CD Review: Brian Stokes Mitchell – Simply Broadway

“Haven't sung half the songs I want to”

Even if I hadn’t listened to a whole lot of musical theatre stars’ CDs over the past few weeks, I’d still be mightily impressed with Brian Stokes Mitchell’s second album Simply Broadway, for it really is something. Not content with just gathering together a selection of classic songs, he and his arranger Tedd Firth, who also pulls double-duty on a fine grand piano, have reimagined and reinterpreted them all.

There’s nothing simple about the piano accompaniment here though, it’s rich and complex and really brings something new to the table. Just listen to the opening track ‘Feeling Good’ and how it flows differently once released from the stomping chord progression we’re so used to, likewise Les Miserables' ‘Stars’ finds an alternative emotional energy here, Mitchell’s dramatic storytelling coming to the fore. 

He’s also canny enough to ebb and flow with such powerful music – the piano break in Sondheim’s ‘Sorry-Grateful’ is a thing of beauty, the same composer’s ‘Finishing The Hat’ is almost whispered at times. There’s an acknowledged debt to the inspiration of Tony Bennett and Bill Evans which pays huge dividends in knowing how and when to deploy such devastating intimacy – Carousel’s ‘Soliloquy’ has surely never sounded so scintillating.

It’s not all so serious either. Mitchell has much fun with a skip through ‘If I Were a Rich Man’ and he’s full of romantic yearning on the likes of ‘Some Enchanted Evening’ and ‘Some Other Time’. Thus the intensity of Simply Broadway never becomes overbearing, it is finely calibrated to take the listener on an intelligent and insightful journey through the possibilities of a piano-based take on the world of musical theatre.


### Try it
Except for the pictures, reproduce the records word for word.

### Records for the task
━━━━━━━━

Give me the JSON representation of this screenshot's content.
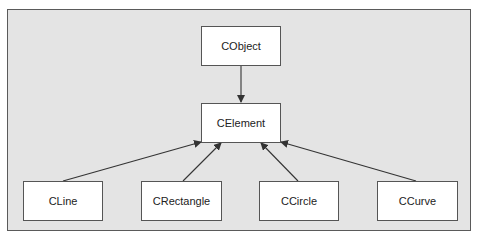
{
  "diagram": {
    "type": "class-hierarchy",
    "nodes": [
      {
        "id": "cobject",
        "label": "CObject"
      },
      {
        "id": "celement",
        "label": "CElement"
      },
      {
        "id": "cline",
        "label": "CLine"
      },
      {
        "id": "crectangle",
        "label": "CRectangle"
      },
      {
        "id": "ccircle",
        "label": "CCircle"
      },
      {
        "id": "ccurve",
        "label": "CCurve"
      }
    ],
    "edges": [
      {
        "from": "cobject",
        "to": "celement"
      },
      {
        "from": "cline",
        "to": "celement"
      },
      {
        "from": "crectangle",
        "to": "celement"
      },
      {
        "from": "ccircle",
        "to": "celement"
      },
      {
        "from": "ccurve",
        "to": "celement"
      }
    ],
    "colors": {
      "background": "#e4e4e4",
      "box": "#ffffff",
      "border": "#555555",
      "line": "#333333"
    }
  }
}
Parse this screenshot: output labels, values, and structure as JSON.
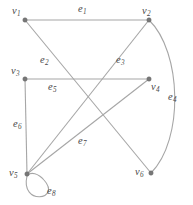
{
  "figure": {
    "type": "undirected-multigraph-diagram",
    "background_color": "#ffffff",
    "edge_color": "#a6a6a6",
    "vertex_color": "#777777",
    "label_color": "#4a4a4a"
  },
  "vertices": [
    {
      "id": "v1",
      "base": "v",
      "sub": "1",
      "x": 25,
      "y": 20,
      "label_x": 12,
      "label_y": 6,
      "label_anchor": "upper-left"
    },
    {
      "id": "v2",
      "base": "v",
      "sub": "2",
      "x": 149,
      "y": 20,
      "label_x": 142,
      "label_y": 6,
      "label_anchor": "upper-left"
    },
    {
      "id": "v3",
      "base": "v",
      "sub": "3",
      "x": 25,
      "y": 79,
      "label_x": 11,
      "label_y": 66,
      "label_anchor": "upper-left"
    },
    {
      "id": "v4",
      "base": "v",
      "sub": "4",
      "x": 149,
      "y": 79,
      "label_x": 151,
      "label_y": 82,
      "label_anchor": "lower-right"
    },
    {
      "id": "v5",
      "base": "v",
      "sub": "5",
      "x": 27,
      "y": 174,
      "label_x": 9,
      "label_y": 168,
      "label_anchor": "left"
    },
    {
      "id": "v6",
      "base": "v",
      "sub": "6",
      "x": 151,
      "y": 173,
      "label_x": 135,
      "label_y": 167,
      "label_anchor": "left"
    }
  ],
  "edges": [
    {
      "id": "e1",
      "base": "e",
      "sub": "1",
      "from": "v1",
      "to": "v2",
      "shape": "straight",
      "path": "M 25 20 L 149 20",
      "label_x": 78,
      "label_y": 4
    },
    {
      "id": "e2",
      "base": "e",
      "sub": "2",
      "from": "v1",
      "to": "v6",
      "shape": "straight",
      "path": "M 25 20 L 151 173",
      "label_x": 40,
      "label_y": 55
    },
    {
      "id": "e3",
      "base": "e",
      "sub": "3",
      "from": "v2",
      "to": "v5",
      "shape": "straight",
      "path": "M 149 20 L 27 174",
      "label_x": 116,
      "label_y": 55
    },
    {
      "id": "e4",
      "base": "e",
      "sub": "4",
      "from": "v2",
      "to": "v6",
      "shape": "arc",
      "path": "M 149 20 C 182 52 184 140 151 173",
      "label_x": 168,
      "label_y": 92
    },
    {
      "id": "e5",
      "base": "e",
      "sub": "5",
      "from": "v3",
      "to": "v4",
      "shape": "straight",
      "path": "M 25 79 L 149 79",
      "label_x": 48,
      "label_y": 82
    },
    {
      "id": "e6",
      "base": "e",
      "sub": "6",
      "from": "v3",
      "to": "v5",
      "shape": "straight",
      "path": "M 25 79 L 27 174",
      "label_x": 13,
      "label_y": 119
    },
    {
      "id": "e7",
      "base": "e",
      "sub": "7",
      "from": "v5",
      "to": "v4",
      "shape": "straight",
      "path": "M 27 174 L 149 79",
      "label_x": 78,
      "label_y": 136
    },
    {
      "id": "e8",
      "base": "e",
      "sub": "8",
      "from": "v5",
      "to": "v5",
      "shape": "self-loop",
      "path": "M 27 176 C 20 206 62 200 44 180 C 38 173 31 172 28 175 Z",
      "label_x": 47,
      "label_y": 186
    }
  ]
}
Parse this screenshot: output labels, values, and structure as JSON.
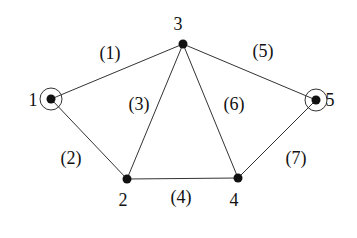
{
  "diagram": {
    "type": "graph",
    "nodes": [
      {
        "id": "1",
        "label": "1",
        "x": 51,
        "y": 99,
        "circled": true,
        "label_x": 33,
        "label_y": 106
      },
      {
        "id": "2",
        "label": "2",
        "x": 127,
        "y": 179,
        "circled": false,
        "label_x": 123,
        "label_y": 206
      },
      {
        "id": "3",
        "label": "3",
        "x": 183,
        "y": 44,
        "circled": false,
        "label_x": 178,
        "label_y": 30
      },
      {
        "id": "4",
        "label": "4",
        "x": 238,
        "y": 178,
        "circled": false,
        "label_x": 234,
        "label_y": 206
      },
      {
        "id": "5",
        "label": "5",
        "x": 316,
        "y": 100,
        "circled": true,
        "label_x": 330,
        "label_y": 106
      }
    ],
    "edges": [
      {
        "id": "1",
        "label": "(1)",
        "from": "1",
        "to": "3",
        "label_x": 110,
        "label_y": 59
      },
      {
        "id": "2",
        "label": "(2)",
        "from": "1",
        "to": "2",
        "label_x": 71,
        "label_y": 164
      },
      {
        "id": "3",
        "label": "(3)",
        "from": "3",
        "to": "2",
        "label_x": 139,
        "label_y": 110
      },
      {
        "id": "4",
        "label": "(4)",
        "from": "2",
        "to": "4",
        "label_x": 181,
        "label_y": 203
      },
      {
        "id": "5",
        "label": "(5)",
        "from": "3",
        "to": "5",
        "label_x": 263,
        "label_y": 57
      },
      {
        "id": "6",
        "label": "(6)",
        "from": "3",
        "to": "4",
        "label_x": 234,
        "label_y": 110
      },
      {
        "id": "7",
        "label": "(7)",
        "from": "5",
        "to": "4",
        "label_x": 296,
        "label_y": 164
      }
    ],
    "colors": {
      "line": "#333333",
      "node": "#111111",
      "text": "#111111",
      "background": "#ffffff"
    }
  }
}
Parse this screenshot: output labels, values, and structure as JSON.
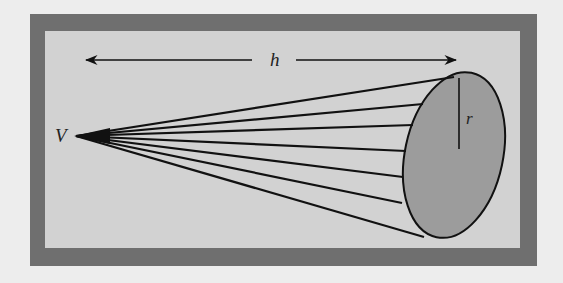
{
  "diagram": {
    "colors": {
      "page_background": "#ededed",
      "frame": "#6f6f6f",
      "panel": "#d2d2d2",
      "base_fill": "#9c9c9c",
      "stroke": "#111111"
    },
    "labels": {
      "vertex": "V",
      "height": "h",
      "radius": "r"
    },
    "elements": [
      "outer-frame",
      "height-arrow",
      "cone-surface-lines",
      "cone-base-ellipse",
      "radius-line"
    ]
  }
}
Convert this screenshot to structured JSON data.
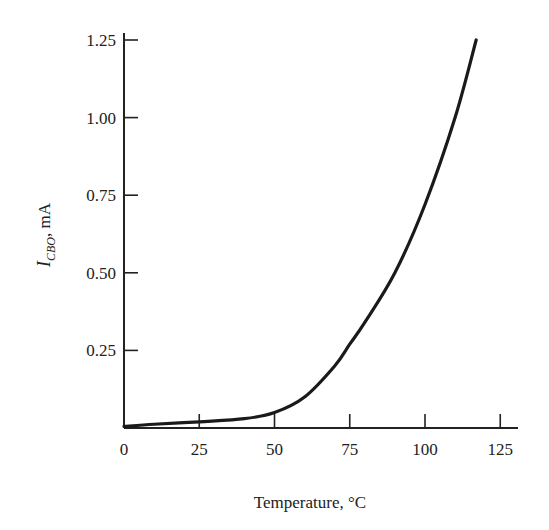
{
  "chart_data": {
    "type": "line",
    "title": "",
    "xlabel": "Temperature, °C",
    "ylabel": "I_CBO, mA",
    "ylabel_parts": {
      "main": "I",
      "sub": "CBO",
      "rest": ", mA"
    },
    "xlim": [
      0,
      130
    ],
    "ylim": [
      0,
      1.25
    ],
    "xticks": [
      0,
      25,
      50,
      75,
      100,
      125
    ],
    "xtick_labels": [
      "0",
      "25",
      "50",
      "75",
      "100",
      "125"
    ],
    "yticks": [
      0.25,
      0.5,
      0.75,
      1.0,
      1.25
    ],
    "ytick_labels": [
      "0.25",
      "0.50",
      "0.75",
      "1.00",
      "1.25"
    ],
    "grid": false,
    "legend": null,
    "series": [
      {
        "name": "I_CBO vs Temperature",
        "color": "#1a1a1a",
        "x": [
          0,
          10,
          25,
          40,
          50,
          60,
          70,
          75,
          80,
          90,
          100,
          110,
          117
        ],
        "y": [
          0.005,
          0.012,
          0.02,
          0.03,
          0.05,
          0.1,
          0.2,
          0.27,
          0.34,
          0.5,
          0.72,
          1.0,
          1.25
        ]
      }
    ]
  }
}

━━━━━━━━

### Solution to this problem
Give me the JSON representation of this screenshot's content.
{
  "diagram": {
    "type": "class-hierarchy",
    "nodes": [
      {
        "id": "cobject",
        "label": "CObject"
      },
      {
        "id": "celement",
        "label": "CElement"
      },
      {
        "id": "cline",
        "label": "CLine"
      },
      {
        "id": "crectangle",
        "label": "CRectangle"
      },
      {
        "id": "ccircle",
        "label": "CCircle"
      },
      {
        "id": "ccurve",
        "label": "CCurve"
      }
    ],
    "edges": [
      {
        "from": "cobject",
        "to": "celement"
      },
      {
        "from": "cline",
        "to": "celement"
      },
      {
        "from": "crectangle",
        "to": "celement"
      },
      {
        "from": "ccircle",
        "to": "celement"
      },
      {
        "from": "ccurve",
        "to": "celement"
      }
    ],
    "colors": {
      "background": "#e4e4e4",
      "box": "#ffffff",
      "border": "#555555",
      "line": "#333333"
    }
  }
}
Parse this screenshot: output labels, values, and structure as JSON.
{
  "figure": {
    "type": "undirected-multigraph-diagram",
    "background_color": "#ffffff",
    "edge_color": "#a6a6a6",
    "vertex_color": "#777777",
    "label_color": "#4a4a4a"
  },
  "vertices": [
    {
      "id": "v1",
      "base": "v",
      "sub": "1",
      "x": 25,
      "y": 20,
      "label_x": 12,
      "label_y": 6,
      "label_anchor": "upper-left"
    },
    {
      "id": "v2",
      "base": "v",
      "sub": "2",
      "x": 149,
      "y": 20,
      "label_x": 142,
      "label_y": 6,
      "label_anchor": "upper-left"
    },
    {
      "id": "v3",
      "base": "v",
      "sub": "3",
      "x": 25,
      "y": 79,
      "label_x": 11,
      "label_y": 66,
      "label_anchor": "upper-left"
    },
    {
      "id": "v4",
      "base": "v",
      "sub": "4",
      "x": 149,
      "y": 79,
      "label_x": 151,
      "label_y": 82,
      "label_anchor": "lower-right"
    },
    {
      "id": "v5",
      "base": "v",
      "sub": "5",
      "x": 27,
      "y": 174,
      "label_x": 9,
      "label_y": 168,
      "label_anchor": "left"
    },
    {
      "id": "v6",
      "base": "v",
      "sub": "6",
      "x": 151,
      "y": 173,
      "label_x": 135,
      "label_y": 167,
      "label_anchor": "left"
    }
  ],
  "edges": [
    {
      "id": "e1",
      "base": "e",
      "sub": "1",
      "from": "v1",
      "to": "v2",
      "shape": "straight",
      "path": "M 25 20 L 149 20",
      "label_x": 78,
      "label_y": 4
    },
    {
      "id": "e2",
      "base": "e",
      "sub": "2",
      "from": "v1",
      "to": "v6",
      "shape": "straight",
      "path": "M 25 20 L 151 173",
      "label_x": 40,
      "label_y": 55
    },
    {
      "id": "e3",
      "base": "e",
      "sub": "3",
      "from": "v2",
      "to": "v5",
      "shape": "straight",
      "path": "M 149 20 L 27 174",
      "label_x": 116,
      "label_y": 55
    },
    {
      "id": "e4",
      "base": "e",
      "sub": "4",
      "from": "v2",
      "to": "v6",
      "shape": "arc",
      "path": "M 149 20 C 182 52 184 140 151 173",
      "label_x": 168,
      "label_y": 92
    },
    {
      "id": "e5",
      "base": "e",
      "sub": "5",
      "from": "v3",
      "to": "v4",
      "shape": "straight",
      "path": "M 25 79 L 149 79",
      "label_x": 48,
      "label_y": 82
    },
    {
      "id": "e6",
      "base": "e",
      "sub": "6",
      "from": "v3",
      "to": "v5",
      "shape": "straight",
      "path": "M 25 79 L 27 174",
      "label_x": 13,
      "label_y": 119
    },
    {
      "id": "e7",
      "base": "e",
      "sub": "7",
      "from": "v5",
      "to": "v4",
      "shape": "straight",
      "path": "M 27 174 L 149 79",
      "label_x": 78,
      "label_y": 136
    },
    {
      "id": "e8",
      "base": "e",
      "sub": "8",
      "from": "v5",
      "to": "v5",
      "shape": "self-loop",
      "path": "M 27 176 C 20 206 62 200 44 180 C 38 173 31 172 28 175 Z",
      "label_x": 47,
      "label_y": 186
    }
  ]
}
Parse this screenshot: output labels, values, and structure as JSON.
{
  "diagram": {
    "type": "graph",
    "nodes": [
      {
        "id": "1",
        "label": "1",
        "x": 51,
        "y": 99,
        "circled": true,
        "label_x": 33,
        "label_y": 106
      },
      {
        "id": "2",
        "label": "2",
        "x": 127,
        "y": 179,
        "circled": false,
        "label_x": 123,
        "label_y": 206
      },
      {
        "id": "3",
        "label": "3",
        "x": 183,
        "y": 44,
        "circled": false,
        "label_x": 178,
        "label_y": 30
      },
      {
        "id": "4",
        "label": "4",
        "x": 238,
        "y": 178,
        "circled": false,
        "label_x": 234,
        "label_y": 206
      },
      {
        "id": "5",
        "label": "5",
        "x": 316,
        "y": 100,
        "circled": true,
        "label_x": 330,
        "label_y": 106
      }
    ],
    "edges": [
      {
        "id": "1",
        "label": "(1)",
        "from": "1",
        "to": "3",
        "label_x": 110,
        "label_y": 59
      },
      {
        "id": "2",
        "label": "(2)",
        "from": "1",
        "to": "2",
        "label_x": 71,
        "label_y": 164
      },
      {
        "id": "3",
        "label": "(3)",
        "from": "3",
        "to": "2",
        "label_x": 139,
        "label_y": 110
      },
      {
        "id": "4",
        "label": "(4)",
        "from": "2",
        "to": "4",
        "label_x": 181,
        "label_y": 203
      },
      {
        "id": "5",
        "label": "(5)",
        "from": "3",
        "to": "5",
        "label_x": 263,
        "label_y": 57
      },
      {
        "id": "6",
        "label": "(6)",
        "from": "3",
        "to": "4",
        "label_x": 234,
        "label_y": 110
      },
      {
        "id": "7",
        "label": "(7)",
        "from": "5",
        "to": "4",
        "label_x": 296,
        "label_y": 164
      }
    ],
    "colors": {
      "line": "#333333",
      "node": "#111111",
      "text": "#111111",
      "background": "#ffffff"
    }
  }
}
Parse this screenshot: output labels, values, and structure as JSON.
{
  "diagram": {
    "colors": {
      "page_background": "#ededed",
      "frame": "#6f6f6f",
      "panel": "#d2d2d2",
      "base_fill": "#9c9c9c",
      "stroke": "#111111"
    },
    "labels": {
      "vertex": "V",
      "height": "h",
      "radius": "r"
    },
    "elements": [
      "outer-frame",
      "height-arrow",
      "cone-surface-lines",
      "cone-base-ellipse",
      "radius-line"
    ]
  }
}
Convert this screenshot to structured JSON data.
{
  "chart_data": {
    "type": "line",
    "title": "",
    "xlabel": "Temperature, °C",
    "ylabel": "I_CBO, mA",
    "ylabel_parts": {
      "main": "I",
      "sub": "CBO",
      "rest": ", mA"
    },
    "xlim": [
      0,
      130
    ],
    "ylim": [
      0,
      1.25
    ],
    "xticks": [
      0,
      25,
      50,
      75,
      100,
      125
    ],
    "xtick_labels": [
      "0",
      "25",
      "50",
      "75",
      "100",
      "125"
    ],
    "yticks": [
      0.25,
      0.5,
      0.75,
      1.0,
      1.25
    ],
    "ytick_labels": [
      "0.25",
      "0.50",
      "0.75",
      "1.00",
      "1.25"
    ],
    "grid": false,
    "legend": null,
    "series": [
      {
        "name": "I_CBO vs Temperature",
        "color": "#1a1a1a",
        "x": [
          0,
          10,
          25,
          40,
          50,
          60,
          70,
          75,
          80,
          90,
          100,
          110,
          117
        ],
        "y": [
          0.005,
          0.012,
          0.02,
          0.03,
          0.05,
          0.1,
          0.2,
          0.27,
          0.34,
          0.5,
          0.72,
          1.0,
          1.25
        ]
      }
    ]
  }
}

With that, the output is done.